Sunday, February 17, 2013

Beautiful Snowflakes


            While we would like to think of ourselves as wholly unique entities unmarred by corrupt society or creative literary figures or general acquaintances, we’re not. Like Chuck Palahniuk said, nothing of us is original, we are the combined effort of everyone we’ve ever known. Because by being human we are exposing ourselves to the craving of companionship, to the seeking of comfort in literature, art, people. And those begin to influence us, subtly. You may call yourself an anti-communist and then read Karl Marx’s and insist that the elimination of social classes requires a revolution and that capitalism is inherently unstable. In favor of your case though, Marx just might happen to be a convincing little genius. The point of the matter is that we are not all just born with stone-set ideas that endure until our sad ends. We form ideas that are being constantly contradicted or amalgamated with tweaks here and there, our surroundings being the ones that incite those tweaks. So there’s always going to be the question of whether fiction or other works of art, are truly one perspective of individual creativity, or if even the most “original” of works is half massed by a history of influences that are not just that, but participants of the work.

            David Shields’ Reality Hunger: A Manifesto, addresses this subject by questioning the reality of modern literature, TV, radio, etc. He’s had enough of the fixed plots and planned scenarios, artificial essence of it all, the unrealistic aspect to it. He says that “an artistic movement, albeit an organic and as-yet-unstated one, is forming. What are its key components? A deliberate unartiness: “raw” material, seemingly unprocessed, unfiltered, uncensored, and unprofessional.” He’s calling out to the public in an attempt to bring forth this view of art as something holy universal, not unique in its own right, proof of the unrealistic view of creativity and also of the lack of realism found in said works of art. His is a questioning of reality in art, of how every great writer wants to transpose reality, clear and authentic, into their work, but somehow fail because very few things are reality at all. “As Nabokov never got tired of reminding us, “reality” is the one word that is meaningless without quotation marks.”

            While Hunger Manifesto addresses the lack of reality in everyday art and the lack of movement beyond comfort zones, The Futurist Manifesto by F.T Marinetti tackles a literary world that has to be liberated from past works of art and use its newfound speed to create something new. According to Marinetti, “We are already living in the absolute, since we have already created eternal, omnipresent speed.” He uses speed to build on his point of moving forward and not looking back. Because the past is just that, the past. And so he comments about the urge to glorify war as a means to get to cure the world, to eradicate all the past notions like a plague that kills off population and breeds a newer, more sophisticated populace. In founding Futurism he plans on delivering Italy from its gangrene of professors, archaeologists, tourist guides and antiquaries.” The listed above all share one thing and that is the building and analyzing of the old, those that focus on the past. An example he uses to convince the reader about his point is that of an old picture in a museum, and the question of what can you find in it except the painful contortions of the artist trying to break uncrossable barriers that keep him from fully expressing his dreams. “To admire an old picture is to pour our sensibility into a funeral urn instead of casting it forward with violent spurts of creation and action.” He asks of the reader if he’d rather waste time admiring art of the past instead of using the passion to move forward in creation of his own. His is a call to the people to not let the past drag them, keep them halted, when they can rejoice in speed and move forward with brand new ideas.

            Both of these are calling out, preaching a political view on art, manifestos in their own way. While Shields focuses on reality in fiction and the origin of creativity and ideas, Marinetti focuses on the hindering past and that old works are to be eradicated so as not to be fixed on them and have the courage to move on into higher realms of art. In a sense, both are looking at art in the past, and while one is analyzing its effects, the other knows the effects and proposes a course of action to get rid of it.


PROBLEM.
From the entries that follow, copy every line with the word "partial".

SUPPLIED ENTRIES.
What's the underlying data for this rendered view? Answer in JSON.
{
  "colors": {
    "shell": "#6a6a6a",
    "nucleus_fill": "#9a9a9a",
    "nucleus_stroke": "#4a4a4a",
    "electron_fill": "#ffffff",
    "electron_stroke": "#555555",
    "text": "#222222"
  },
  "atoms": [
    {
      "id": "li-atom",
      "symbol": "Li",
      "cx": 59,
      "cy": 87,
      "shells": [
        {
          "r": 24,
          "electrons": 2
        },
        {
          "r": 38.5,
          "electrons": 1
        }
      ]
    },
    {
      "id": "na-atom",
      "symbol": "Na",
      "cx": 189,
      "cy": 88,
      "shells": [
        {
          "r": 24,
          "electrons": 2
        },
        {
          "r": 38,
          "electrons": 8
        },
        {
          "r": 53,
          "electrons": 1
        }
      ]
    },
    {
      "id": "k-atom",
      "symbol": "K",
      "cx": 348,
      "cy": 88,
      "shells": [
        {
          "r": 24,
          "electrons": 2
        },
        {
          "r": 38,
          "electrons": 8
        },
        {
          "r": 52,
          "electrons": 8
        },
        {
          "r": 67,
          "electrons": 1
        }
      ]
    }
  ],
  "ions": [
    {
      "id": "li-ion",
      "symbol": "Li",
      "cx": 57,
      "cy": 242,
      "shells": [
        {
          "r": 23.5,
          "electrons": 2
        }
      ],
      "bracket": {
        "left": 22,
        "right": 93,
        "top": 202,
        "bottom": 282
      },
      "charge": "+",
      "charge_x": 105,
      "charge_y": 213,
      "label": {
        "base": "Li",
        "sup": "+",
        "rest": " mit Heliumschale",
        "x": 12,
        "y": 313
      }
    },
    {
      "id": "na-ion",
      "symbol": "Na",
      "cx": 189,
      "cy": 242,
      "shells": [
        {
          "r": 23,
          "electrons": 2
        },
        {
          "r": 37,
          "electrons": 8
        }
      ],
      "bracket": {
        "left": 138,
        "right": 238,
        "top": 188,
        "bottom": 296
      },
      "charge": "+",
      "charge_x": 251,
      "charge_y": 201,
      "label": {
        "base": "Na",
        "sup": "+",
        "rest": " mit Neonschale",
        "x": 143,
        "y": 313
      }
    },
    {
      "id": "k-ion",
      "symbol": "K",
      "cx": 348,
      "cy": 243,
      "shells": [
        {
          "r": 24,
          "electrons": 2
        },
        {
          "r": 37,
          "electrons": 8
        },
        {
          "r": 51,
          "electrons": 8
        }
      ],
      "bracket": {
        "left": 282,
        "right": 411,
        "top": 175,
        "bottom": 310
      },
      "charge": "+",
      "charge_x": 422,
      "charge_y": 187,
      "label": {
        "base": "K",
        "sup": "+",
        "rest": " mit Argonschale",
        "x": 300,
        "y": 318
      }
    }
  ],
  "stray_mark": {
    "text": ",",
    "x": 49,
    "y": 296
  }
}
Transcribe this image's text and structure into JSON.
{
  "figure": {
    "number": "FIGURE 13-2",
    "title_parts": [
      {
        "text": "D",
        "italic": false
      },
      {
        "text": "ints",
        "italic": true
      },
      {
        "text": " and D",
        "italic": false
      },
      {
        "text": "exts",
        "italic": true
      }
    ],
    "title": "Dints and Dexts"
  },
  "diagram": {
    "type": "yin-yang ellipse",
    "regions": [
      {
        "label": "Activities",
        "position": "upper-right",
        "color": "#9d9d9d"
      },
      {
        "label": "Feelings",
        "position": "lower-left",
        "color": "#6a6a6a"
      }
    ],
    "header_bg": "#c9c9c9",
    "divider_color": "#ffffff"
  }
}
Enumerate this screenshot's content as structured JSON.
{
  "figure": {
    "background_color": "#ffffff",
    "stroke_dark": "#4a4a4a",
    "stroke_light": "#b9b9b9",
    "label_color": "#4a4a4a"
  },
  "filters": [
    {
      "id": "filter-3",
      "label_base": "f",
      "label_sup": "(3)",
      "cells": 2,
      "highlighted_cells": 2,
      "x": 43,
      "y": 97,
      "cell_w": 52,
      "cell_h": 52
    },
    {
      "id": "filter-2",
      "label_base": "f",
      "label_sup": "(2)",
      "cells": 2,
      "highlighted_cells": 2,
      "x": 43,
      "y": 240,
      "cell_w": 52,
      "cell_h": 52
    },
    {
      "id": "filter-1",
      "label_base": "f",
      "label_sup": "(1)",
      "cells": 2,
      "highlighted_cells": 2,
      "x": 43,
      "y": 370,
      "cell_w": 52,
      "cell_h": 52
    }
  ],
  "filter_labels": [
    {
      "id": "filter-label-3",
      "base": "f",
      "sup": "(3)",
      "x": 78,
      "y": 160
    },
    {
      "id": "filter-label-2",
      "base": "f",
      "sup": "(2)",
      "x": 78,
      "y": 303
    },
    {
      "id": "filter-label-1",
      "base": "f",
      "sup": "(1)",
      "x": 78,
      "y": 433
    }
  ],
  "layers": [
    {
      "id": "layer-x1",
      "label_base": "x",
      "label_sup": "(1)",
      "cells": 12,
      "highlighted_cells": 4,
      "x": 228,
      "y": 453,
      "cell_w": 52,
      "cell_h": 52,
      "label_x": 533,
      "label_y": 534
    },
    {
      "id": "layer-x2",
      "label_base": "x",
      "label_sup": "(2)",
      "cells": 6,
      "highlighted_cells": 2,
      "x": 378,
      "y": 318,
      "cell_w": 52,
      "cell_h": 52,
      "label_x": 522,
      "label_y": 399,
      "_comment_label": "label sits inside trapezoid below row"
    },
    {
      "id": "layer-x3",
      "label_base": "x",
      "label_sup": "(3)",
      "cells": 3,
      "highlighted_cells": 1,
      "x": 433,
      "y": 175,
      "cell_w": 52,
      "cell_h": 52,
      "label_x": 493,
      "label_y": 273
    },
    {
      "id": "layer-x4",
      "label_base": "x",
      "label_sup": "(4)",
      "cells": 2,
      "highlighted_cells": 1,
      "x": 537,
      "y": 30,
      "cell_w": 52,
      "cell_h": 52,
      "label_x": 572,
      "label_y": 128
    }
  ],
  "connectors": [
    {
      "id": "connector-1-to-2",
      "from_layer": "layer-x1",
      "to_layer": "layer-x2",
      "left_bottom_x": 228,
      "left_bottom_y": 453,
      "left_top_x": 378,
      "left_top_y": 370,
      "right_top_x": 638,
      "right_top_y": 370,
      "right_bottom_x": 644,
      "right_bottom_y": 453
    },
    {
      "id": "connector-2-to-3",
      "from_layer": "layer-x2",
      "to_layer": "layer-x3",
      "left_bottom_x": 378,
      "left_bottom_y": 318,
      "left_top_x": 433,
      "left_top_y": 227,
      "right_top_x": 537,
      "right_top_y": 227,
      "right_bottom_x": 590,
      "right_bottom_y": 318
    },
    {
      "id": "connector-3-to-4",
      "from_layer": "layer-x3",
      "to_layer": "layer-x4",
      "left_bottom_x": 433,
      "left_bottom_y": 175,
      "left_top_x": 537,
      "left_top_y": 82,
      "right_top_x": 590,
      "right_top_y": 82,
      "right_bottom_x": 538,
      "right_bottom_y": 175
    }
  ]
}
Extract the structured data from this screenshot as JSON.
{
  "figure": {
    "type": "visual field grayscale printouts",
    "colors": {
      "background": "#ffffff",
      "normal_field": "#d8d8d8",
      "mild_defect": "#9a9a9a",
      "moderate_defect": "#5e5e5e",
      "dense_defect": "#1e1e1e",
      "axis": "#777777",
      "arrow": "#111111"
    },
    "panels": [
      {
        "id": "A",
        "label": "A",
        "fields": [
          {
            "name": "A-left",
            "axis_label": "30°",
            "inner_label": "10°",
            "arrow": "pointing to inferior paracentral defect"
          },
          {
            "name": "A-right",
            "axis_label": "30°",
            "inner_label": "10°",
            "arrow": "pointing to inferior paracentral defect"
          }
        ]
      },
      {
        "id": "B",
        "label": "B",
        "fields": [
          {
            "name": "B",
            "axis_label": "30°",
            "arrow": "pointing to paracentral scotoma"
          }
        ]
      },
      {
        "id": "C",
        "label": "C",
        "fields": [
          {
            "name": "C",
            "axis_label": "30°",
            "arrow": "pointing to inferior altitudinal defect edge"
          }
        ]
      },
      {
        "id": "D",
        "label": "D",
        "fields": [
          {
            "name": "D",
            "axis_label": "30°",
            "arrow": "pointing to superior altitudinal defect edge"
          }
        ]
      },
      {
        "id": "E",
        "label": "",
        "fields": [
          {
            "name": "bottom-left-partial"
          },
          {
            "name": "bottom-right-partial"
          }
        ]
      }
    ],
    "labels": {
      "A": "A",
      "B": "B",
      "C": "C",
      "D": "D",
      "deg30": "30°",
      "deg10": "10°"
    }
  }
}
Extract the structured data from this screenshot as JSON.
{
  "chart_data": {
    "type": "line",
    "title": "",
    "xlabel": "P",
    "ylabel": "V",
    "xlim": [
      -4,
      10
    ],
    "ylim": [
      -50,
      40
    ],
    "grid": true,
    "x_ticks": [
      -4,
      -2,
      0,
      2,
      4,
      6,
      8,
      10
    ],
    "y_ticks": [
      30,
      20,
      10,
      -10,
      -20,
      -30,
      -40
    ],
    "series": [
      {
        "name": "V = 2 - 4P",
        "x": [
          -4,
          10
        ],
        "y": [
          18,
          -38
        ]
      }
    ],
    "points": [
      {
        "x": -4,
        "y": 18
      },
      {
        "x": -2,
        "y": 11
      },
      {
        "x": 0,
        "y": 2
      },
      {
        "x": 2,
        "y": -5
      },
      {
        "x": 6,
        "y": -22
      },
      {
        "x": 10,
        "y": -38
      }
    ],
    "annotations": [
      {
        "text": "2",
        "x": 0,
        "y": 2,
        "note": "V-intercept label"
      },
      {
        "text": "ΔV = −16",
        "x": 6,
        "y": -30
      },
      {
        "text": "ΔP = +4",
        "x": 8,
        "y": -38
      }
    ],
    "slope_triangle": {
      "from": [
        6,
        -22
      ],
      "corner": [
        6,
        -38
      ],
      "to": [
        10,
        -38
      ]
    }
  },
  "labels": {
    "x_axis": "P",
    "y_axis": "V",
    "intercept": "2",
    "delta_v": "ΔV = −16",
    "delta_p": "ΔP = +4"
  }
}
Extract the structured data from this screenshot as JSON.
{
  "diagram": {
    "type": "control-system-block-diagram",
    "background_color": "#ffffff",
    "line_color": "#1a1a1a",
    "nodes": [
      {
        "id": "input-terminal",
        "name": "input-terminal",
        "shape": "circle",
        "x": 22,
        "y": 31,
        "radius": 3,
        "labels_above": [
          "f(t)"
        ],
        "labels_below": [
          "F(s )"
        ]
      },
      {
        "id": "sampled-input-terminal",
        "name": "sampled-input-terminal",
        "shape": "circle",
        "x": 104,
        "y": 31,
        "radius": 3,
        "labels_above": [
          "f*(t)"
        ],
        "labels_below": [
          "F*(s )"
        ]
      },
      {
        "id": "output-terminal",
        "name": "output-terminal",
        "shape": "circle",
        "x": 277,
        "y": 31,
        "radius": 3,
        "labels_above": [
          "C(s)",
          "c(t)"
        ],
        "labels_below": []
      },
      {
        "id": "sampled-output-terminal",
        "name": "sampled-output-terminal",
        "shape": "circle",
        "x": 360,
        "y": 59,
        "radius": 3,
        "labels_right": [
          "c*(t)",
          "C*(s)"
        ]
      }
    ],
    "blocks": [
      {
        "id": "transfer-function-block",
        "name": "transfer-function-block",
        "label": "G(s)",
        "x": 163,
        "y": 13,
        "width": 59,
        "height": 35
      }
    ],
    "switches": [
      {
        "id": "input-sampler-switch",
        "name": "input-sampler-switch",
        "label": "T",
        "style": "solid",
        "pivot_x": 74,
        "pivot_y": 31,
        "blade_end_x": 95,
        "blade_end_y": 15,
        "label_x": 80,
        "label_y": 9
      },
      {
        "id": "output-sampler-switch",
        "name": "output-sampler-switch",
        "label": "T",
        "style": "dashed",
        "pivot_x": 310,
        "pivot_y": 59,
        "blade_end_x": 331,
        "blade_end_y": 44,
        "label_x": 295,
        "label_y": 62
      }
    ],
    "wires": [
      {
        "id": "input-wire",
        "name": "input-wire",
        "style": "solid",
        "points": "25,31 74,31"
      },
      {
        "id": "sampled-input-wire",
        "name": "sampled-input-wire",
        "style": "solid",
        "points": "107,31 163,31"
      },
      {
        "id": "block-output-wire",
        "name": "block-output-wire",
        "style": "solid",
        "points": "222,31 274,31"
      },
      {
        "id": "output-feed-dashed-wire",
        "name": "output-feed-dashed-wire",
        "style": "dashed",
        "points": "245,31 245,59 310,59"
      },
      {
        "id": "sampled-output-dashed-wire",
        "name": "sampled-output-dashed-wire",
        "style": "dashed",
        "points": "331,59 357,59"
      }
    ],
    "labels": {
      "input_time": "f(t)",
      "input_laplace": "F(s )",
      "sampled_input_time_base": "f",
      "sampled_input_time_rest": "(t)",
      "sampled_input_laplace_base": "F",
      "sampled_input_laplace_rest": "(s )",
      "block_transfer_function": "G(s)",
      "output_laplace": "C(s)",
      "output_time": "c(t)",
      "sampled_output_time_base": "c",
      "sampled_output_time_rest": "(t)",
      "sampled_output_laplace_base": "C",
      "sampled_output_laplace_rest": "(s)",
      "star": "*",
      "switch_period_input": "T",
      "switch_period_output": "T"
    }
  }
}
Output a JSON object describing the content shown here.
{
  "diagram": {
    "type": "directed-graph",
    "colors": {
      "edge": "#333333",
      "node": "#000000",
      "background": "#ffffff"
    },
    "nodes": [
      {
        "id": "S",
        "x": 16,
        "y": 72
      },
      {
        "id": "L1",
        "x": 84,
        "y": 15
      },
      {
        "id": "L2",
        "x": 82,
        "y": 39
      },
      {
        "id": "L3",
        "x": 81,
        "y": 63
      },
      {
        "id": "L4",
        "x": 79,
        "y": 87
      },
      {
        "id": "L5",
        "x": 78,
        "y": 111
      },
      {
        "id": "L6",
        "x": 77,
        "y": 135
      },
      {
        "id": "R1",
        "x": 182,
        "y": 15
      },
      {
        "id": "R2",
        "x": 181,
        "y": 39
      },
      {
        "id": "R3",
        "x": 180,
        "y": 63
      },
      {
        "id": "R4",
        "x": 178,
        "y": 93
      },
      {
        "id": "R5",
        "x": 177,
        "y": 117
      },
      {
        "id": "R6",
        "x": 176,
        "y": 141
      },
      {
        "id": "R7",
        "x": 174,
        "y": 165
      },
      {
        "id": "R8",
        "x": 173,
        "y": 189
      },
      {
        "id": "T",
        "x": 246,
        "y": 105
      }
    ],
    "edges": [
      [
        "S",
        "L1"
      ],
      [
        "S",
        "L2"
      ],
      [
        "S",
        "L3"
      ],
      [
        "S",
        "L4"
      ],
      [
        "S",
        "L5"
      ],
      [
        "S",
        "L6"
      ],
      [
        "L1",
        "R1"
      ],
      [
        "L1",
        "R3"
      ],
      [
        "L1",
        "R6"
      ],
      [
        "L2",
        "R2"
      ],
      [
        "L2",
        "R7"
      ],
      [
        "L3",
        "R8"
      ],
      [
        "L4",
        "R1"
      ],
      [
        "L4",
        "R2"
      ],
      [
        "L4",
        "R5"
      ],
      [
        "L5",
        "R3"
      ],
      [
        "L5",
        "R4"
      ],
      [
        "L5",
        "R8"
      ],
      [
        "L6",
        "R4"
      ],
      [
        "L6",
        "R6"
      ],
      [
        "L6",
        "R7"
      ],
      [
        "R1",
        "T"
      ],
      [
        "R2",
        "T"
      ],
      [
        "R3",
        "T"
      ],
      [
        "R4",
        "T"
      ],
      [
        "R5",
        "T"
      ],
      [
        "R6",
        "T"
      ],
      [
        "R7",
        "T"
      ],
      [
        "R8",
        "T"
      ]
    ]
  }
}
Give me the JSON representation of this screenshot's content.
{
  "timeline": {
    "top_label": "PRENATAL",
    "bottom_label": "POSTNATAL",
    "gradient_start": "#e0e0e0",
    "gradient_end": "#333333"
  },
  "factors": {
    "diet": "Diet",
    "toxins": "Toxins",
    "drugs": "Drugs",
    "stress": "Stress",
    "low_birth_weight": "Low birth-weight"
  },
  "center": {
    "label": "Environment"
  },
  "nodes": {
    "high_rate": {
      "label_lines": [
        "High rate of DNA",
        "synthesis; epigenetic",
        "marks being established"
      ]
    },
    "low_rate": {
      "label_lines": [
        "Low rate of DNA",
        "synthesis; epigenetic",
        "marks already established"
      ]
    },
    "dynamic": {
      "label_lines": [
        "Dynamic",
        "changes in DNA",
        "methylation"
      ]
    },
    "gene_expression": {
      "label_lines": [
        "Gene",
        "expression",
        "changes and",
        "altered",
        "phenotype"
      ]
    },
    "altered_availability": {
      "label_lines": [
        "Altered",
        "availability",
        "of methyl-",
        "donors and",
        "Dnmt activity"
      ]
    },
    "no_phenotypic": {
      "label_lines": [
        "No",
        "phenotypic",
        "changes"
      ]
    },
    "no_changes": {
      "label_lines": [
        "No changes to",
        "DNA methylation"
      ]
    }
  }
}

ANSWER SECTION.
            "name": "bottom-left-partial"
            "name": "bottom-right-partial"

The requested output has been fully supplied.